All the recent discussions about zergs and smaller groups (
mainly this one) made me think about the ways that different mmos approach support class design.
I'm used to party-based design (with a single exception in the form of a class that's meant to buff the entire guild), so healers/buffers/tank buffs/etc - all only affect their party members and the only way to cast stuff outside of your part is to directly target someone (aoe positive effects don't work outside the party at all here).
Quite a few games seem to have gone the way of WoW (maybe there were others like this before it) and have given support classes the power to affect the entire damn raid, so, instead of being responsible only for your own mates, you're now responsible for 40 (or whichever is the max raid size) people.
I'd assume this was done to make the game easier to complete, because majority of people don't want to play the support classes, so designing your game around a single one of them per raid is easier than around one per party. But here's where AoC's design comes in. Intrepid want to balance the game around the 8-man party, with one of each archetype as somewhat of an optimal build. To me this implies that classes will be balanced around supporting your own party and not the entire raid.
But here's the, now usual, contradiction in design. In the world event stream we were shown and told that newcomers will just get added to the raid group of the event. Which means that majority of players in that event will most likely be random non-support classes (as it usually is with random pugs). This implies that mobs will be balanced around this possibility, with lower attack power and potentially lower overall complexity and difficulty (or that support classes will be able to support, potentially, an entire raid solo).
During that event showcase when another group joined the event raid they didn't join as a new party, but immediately got their members added to the initial party. I'd hope/assume that this was the case because it was a 4+4 situation and that if either of the parties had >4 members - they would've joined as Party2, but I don't think that was stated anywhere.
In the latest cleric showcase there was a single party heal. Everything else was either single-targeted or "any ally receives this effect" (with "ally" seemingly meaning any unflagged player). Obviously WIP and all that, but as someone who's used to party-based balancing, a single party-based ability out of 18 shown kinda hints at a more raid-leaning balancing to me.
My point here is this: in your opinion, should support effects only influence your own party in the raid or the entire raid? And if you want a variety of applications - what in your opinion would be a good mana cost difference between a party effect and a raid-wide effect (x2? x3? higher? lower?).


** EXERCISE DETAILS **
Only lines holding the word "this" are wanted. Copy them from the listing below.

* * * *

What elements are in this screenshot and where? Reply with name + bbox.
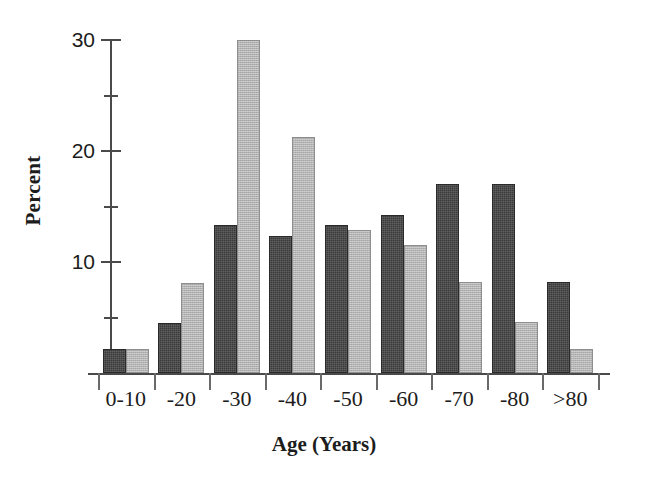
bar-dark-50: [325, 225, 348, 373]
x-axis-label-50: -50: [320, 386, 376, 412]
bar-group: [492, 40, 538, 373]
x-axis-label-30: -30: [209, 386, 265, 412]
x-axis-label-80: -80: [487, 386, 543, 412]
x-axis-label-40: -40: [265, 386, 321, 412]
bar-group: [103, 40, 149, 373]
bar-group: [325, 40, 371, 373]
x-axis-title: Age (Years): [0, 432, 648, 457]
bar-dark-40: [269, 236, 292, 373]
bar-light-80: [515, 322, 538, 373]
x-axis-label-20: -20: [154, 386, 210, 412]
bar-dark-30: [214, 225, 237, 373]
y-axis-tick-label: 20: [72, 139, 95, 163]
bar-light-70: [459, 282, 482, 373]
bar-dark-010: [103, 349, 126, 373]
x-axis-tick: [598, 373, 600, 390]
bar-dark-20: [158, 323, 181, 373]
plot-area: 102030: [110, 40, 610, 373]
y-axis-tick-label: 30: [72, 28, 95, 52]
x-axis-label-010: 0-10: [98, 386, 154, 412]
bar-chart-figure: Percent 102030 0-10-20-30-40-50-60-70-80…: [0, 0, 648, 488]
x-axis-label-60: -60: [376, 386, 432, 412]
bar-light-010: [126, 349, 149, 373]
bar-light-60: [404, 245, 427, 373]
bar-light-40: [292, 137, 315, 373]
bar-dark-80: [547, 282, 570, 373]
bar-light-80: [570, 349, 593, 373]
bar-group: [436, 40, 482, 373]
bar-light-20: [181, 283, 204, 373]
bar-light-30: [237, 40, 260, 373]
bar-group: [547, 40, 593, 373]
bar-dark-60: [381, 215, 404, 373]
bar-dark-80: [492, 184, 515, 373]
bar-group: [158, 40, 204, 373]
y-axis-title-text: Percent: [22, 155, 47, 225]
bar-group: [381, 40, 427, 373]
y-axis-title: Percent: [6, 0, 62, 380]
x-axis-label-80: >80: [542, 386, 598, 412]
bar-light-50: [348, 230, 371, 373]
bar-dark-70: [436, 184, 459, 373]
x-axis-label-70: -70: [431, 386, 487, 412]
y-axis-tick-label: 10: [72, 250, 95, 274]
bar-group: [269, 40, 315, 373]
bar-group: [214, 40, 260, 373]
x-axis-title-text: Age (Years): [272, 432, 376, 456]
x-axis-line: [88, 373, 610, 375]
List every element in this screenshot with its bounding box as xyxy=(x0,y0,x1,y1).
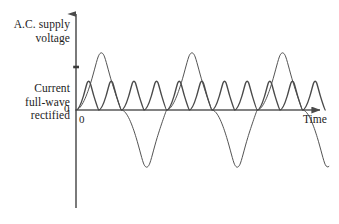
rectified-current-label: Current full-wave rectified xyxy=(0,82,70,123)
waveform-figure: A.C. supply voltage Current full-wave re… xyxy=(0,0,339,224)
time-axis-label: Time xyxy=(303,114,327,126)
ac-supply-voltage-label-line1: A.C. supply xyxy=(0,18,70,32)
ac-supply-voltage-label: A.C. supply voltage xyxy=(0,18,70,45)
y-axis-origin-label: 0 xyxy=(64,103,70,114)
rectified-current-label-line3: rectified xyxy=(0,109,70,123)
x-axis-origin-label: 0 xyxy=(79,114,85,125)
ac-supply-voltage-label-line2: voltage xyxy=(0,32,70,46)
rectified-current-label-line2: full-wave xyxy=(0,96,70,110)
rectified-current-label-line1: Current xyxy=(0,82,70,96)
rectified-current-curve xyxy=(76,81,325,110)
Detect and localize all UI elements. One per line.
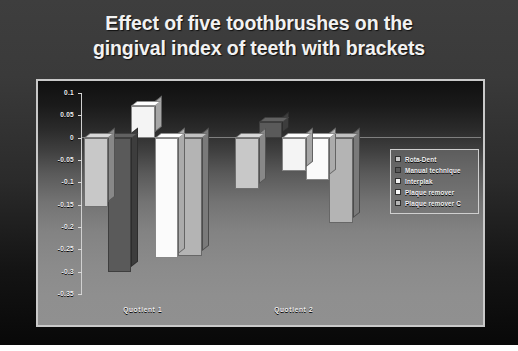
y-axis-tick-mark bbox=[78, 227, 82, 228]
y-axis-tick-label: -0.05 bbox=[42, 156, 74, 163]
legend-item-label: Interplak bbox=[405, 178, 433, 185]
y-axis-tick-label: -0.25 bbox=[42, 245, 74, 252]
y-axis-tick-label: -0.3 bbox=[42, 268, 74, 275]
bar-side-face bbox=[202, 127, 209, 251]
legend-swatch-icon bbox=[395, 189, 401, 195]
legend-item: Manual technique bbox=[395, 165, 475, 175]
bar-front-face bbox=[235, 138, 259, 189]
chart-frame: 0.10.050-0.05-0.1-0.15-0.2-0.25-0.3-0.35… bbox=[36, 79, 485, 327]
y-axis-tick-mark bbox=[78, 294, 82, 295]
legend-swatch-icon bbox=[395, 167, 401, 173]
legend-item-label: Plaque remover C bbox=[405, 200, 461, 207]
y-axis-tick-mark bbox=[78, 138, 82, 139]
legend-item: Plaque remover C bbox=[395, 198, 475, 208]
y-axis-line bbox=[81, 93, 82, 294]
legend-swatch-icon bbox=[395, 178, 401, 184]
y-axis-tick-mark bbox=[78, 272, 82, 273]
legend-item: Rota-Dent bbox=[395, 154, 475, 164]
bar bbox=[155, 138, 179, 259]
y-axis-tick-mark bbox=[78, 205, 82, 206]
y-axis-tick-label: 0.05 bbox=[42, 111, 74, 118]
chart-legend: Rota-DentManual techniqueInterplakPlaque… bbox=[390, 149, 479, 214]
category-label: Quotient 1 bbox=[74, 306, 212, 313]
bar-front-face bbox=[84, 138, 108, 207]
legend-swatch-icon bbox=[395, 156, 401, 162]
y-axis-tick-mark bbox=[78, 182, 82, 183]
y-axis-tick-label: 0.1 bbox=[42, 89, 74, 96]
bar bbox=[282, 138, 306, 172]
bar-front-face bbox=[155, 138, 179, 259]
chart-title-line-1: Effect of five toothbrushes on the bbox=[0, 11, 518, 36]
legend-item: Interplak bbox=[395, 176, 475, 186]
y-axis-tick-label: -0.35 bbox=[42, 290, 74, 297]
legend-item-label: Manual technique bbox=[405, 167, 461, 174]
bar bbox=[235, 138, 259, 189]
y-axis-tick-mark bbox=[78, 249, 82, 250]
bar-front-face bbox=[282, 138, 306, 172]
y-axis-tick-label: 0 bbox=[42, 134, 74, 141]
legend-item: Plaque remover bbox=[395, 187, 475, 197]
bar-side-face bbox=[282, 112, 289, 133]
y-axis-tick-label: -0.2 bbox=[42, 223, 74, 230]
legend-item-label: Plaque remover bbox=[405, 189, 454, 196]
category-label: Quotient 2 bbox=[225, 306, 363, 313]
legend-swatch-icon bbox=[395, 200, 401, 206]
presentation-slide: Effect of five toothbrushes on the gingi… bbox=[0, 0, 518, 345]
bar-side-face bbox=[178, 127, 185, 253]
y-axis-tick-label: -0.1 bbox=[42, 178, 74, 185]
chart-title-line-2: gingival index of teeth with brackets bbox=[0, 36, 518, 61]
legend-item-label: Rota-Dent bbox=[405, 156, 436, 163]
bar-side-face bbox=[131, 127, 138, 266]
bar-side-face bbox=[353, 127, 360, 217]
y-axis-tick-mark bbox=[78, 115, 82, 116]
y-axis-tick-mark bbox=[78, 93, 82, 94]
bar bbox=[84, 138, 108, 207]
chart-title: Effect of five toothbrushes on the gingi… bbox=[0, 11, 518, 61]
y-axis-tick-mark bbox=[78, 160, 82, 161]
y-axis-tick-label: -0.15 bbox=[42, 201, 74, 208]
bar-side-face bbox=[108, 127, 115, 202]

* * * *

** ANSWER SECTION **
What elements are in this screenshot and where? Reply with name + bbox.
List every element in this screenshot with its bounding box as xyxy=(x0,y0,x1,y1).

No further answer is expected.